Just then Reggie’s eyes shot open and he stared up at Ben. Both the soldiers were focusing elsewhere — the blond linebacker at Ben’s face, the other man out the window, taking in the view. Reggie blinked once, caught Ben’s eye, then winked.
Then his eyes closed once more.
Got it, Ben thought. This’ll be fun.
He was no longer mad at his friend. Reggie had duped him, withheld information, but he couldn’t fault him for it. He understood why, and he may have done the same thing had he been in Reggie’s situation.
They were a team once again, and that was bad news for these guys sharing their elevator ride with them.
“Think you can take me?” Ben asked.
“Huh?” the blond man asked. His clueless grunt didn’t do much to change his all brawn, no brains impression.
“I said, do you think you can take me?”
The guy smiled. “Yeah.”
“You’re Ravenshadow,” Ben said. “I’ve taken a few of you guys before. Turns out you’re not all that hard underneath that rock-solid shell.”
“Wanna try me?”
Ben made a face as though he was contemplating it. The elevator descended, slowly, the ocean growing as they drew near the surface.
Reggie’s legs flipped, twisting sideways. They caught his guard behind the knees and the man went down, hard. Reggie followed through with the motion and crammed his elbow onto the back of the man’s neck.
“What the —”
Ben’s guard turned and pointed with his gun. Ben lunged forward, leaning back with his upper body and letting it lag behind his legs just a bit. Winding up.
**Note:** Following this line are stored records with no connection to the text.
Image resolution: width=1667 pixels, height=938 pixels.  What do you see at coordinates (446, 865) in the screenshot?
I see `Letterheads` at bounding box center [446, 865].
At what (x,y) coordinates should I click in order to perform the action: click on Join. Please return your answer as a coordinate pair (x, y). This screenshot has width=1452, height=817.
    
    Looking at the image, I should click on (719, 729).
He threw his head forward and aimed. His forehead hit, right onto the man’s nose. It was a disgusting sound, but the feeling inside Ben’s head was worse. It was like he could feel each and every bone in the man’s face smashing beneath the impact, the structure of it all crumpling and caving in.
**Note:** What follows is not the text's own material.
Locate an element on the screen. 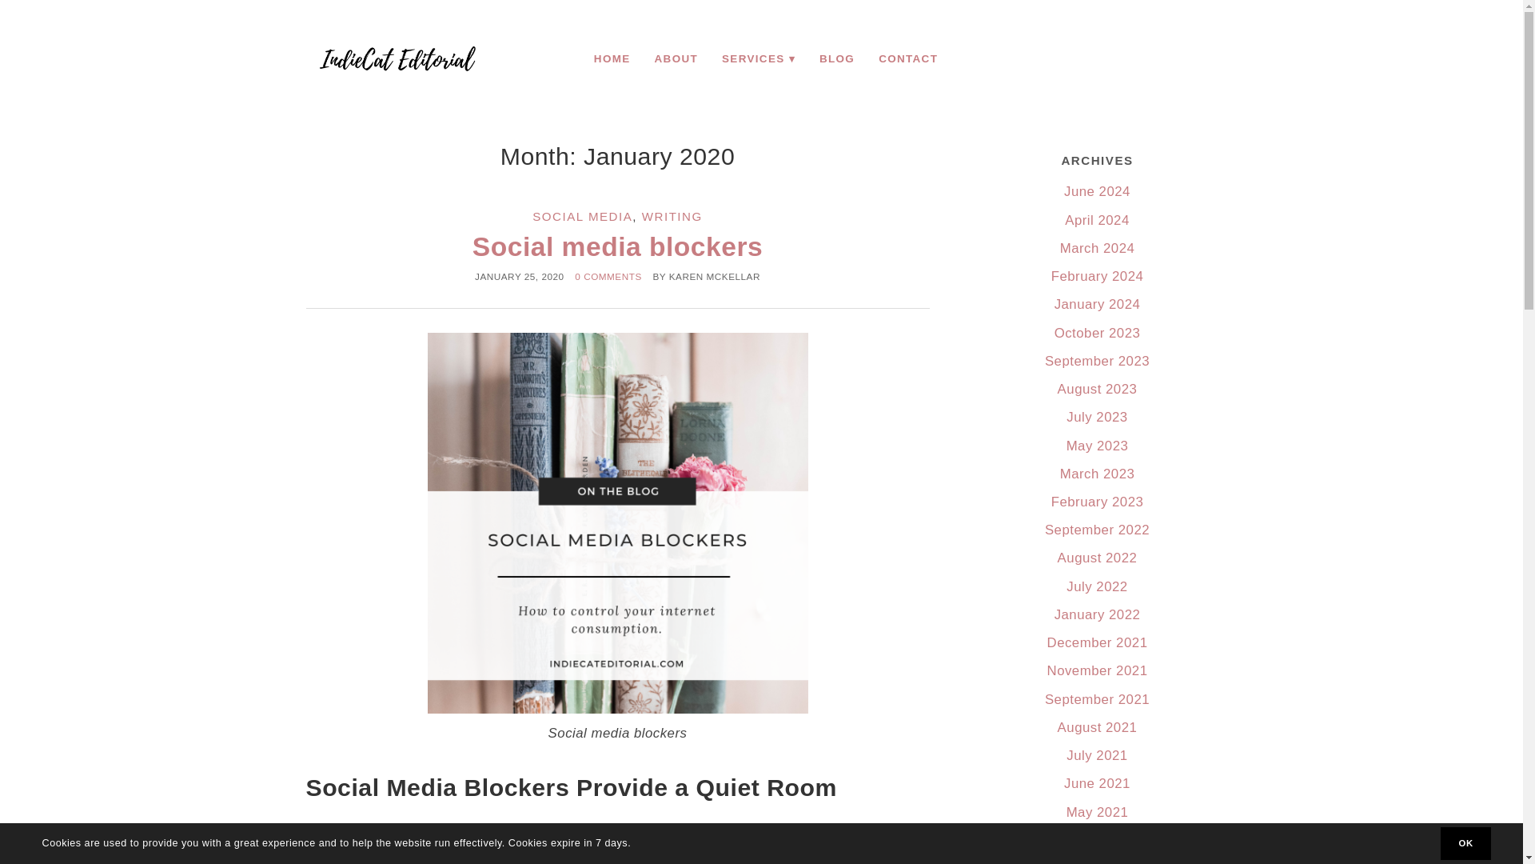  March 2024 is located at coordinates (1098, 248).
Blood went everywhere, or at least that’s what it looked like to Ben, who had it all over his field of vision.
The man groaned as he went down, suddenly far weaker than his body implied. His muscles were useless to him now, and the gun fell out of his hand and bounced around on the floor.
Reggie was already kneeling, holding the other guard’s submachine gun and aiming at
the man’s head.
“Don't,” the man said. He rolled onto his back and looked up at Reggie, his hands above his head, palms out. “The Hawk will just kill us. “Don’t try to get any information out of us. There’s no —”
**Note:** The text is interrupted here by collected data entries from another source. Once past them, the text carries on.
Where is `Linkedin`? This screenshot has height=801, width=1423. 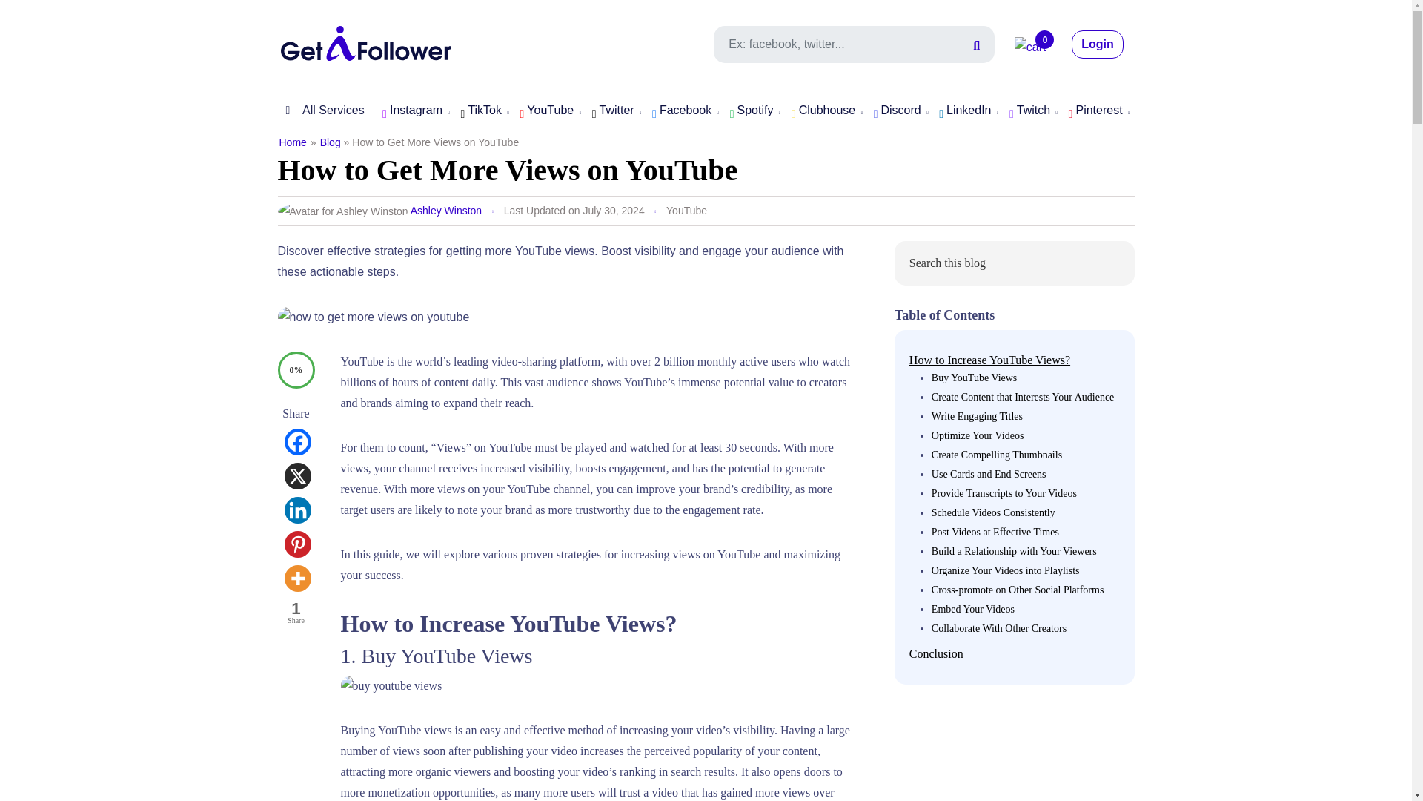
Linkedin is located at coordinates (298, 510).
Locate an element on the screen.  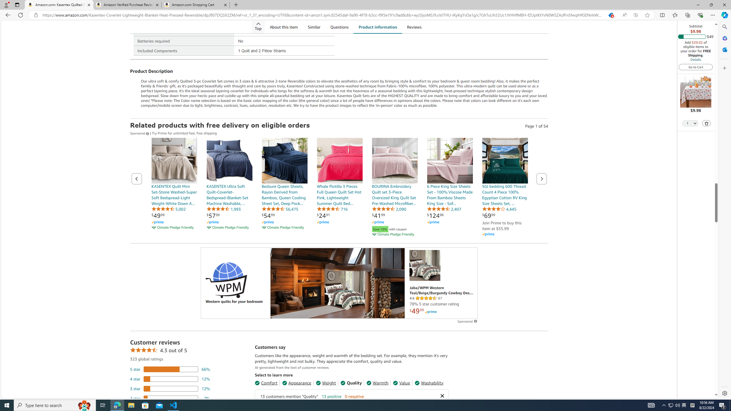
Quality is located at coordinates (351, 383).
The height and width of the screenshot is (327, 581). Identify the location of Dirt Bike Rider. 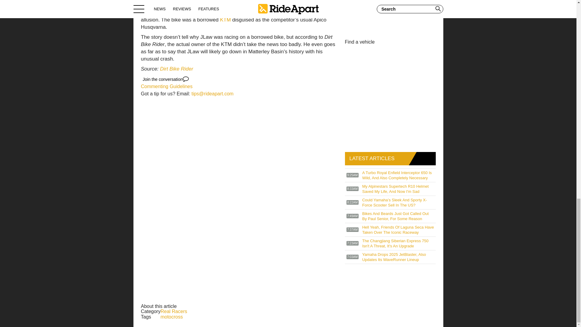
(177, 69).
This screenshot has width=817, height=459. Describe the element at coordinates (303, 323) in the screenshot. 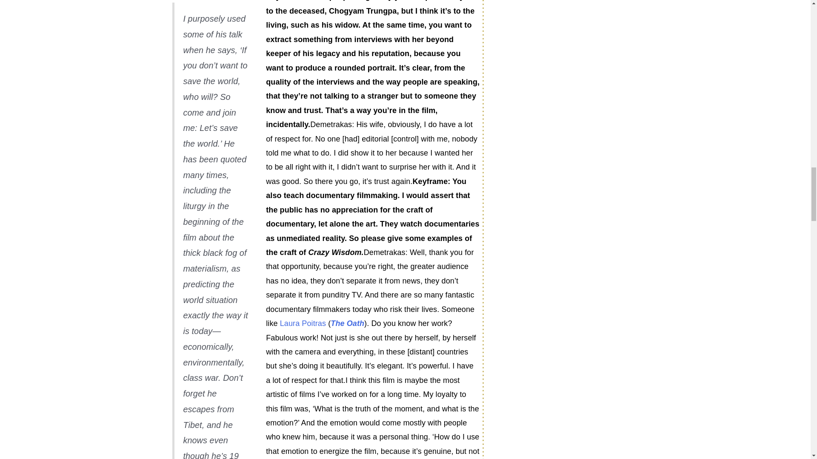

I see `Laura Poitras` at that location.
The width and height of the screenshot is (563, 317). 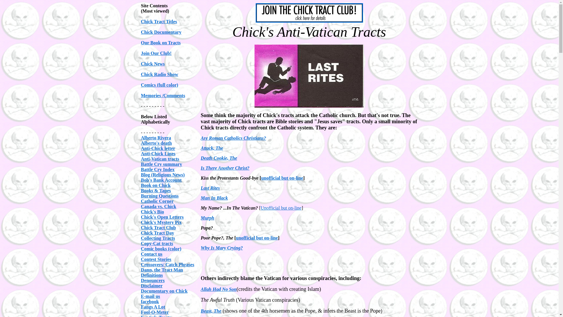 I want to click on Anti-Chick letter, so click(x=158, y=148).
Reggie fired, two shots in quick succession. The man bounced once, then lay still. “I wasn’t going to,” he said.
Ben opened and closed his mouth, trying to bring back his hearing. The shots, even from a relatively small round such as that from the subcompact, was deafening in close quarters.
Reggie walked over to the second guard, writhing on the floor and holding his busted face. He fired two shots into him as well, this time aiming at the man’s chest. “Thanks for the offer,” Reggie said. “But I already know everything I need to know.”
41
THE GUARDS ENTERED THE ROOM only a second after Julie pulled herself inside the rolling, human-length cabinet. It was difficult at first to move, but the rollers had been well-maintained and likely had been greased with graphite recently, so once she got a finger hold on one of the structural supports on the ceiling, the cabinet rolled back into place and closed.
The silence and blackness was immediate, and total. It was unnerving, really, going from an open, ambient space with a normal amount of reverberation allowed to work through the room into a closed, tight, space.
She wasn’t claustrophobic, but a space like the one she was now in — not to mention what it was typically used for — was constricting enough to make anyone feel anxious. She hoped Susan and Dr. Lindgren were faring well next to her.
She slowed her breathing, trying to get a feel for where the guards were in the room. After a few seconds she thought she heard one of them shuffling by, stopping in front of the wall of cabinets, moving on, then stopping again to Julie’s right in front of the doors to the Subshuttle.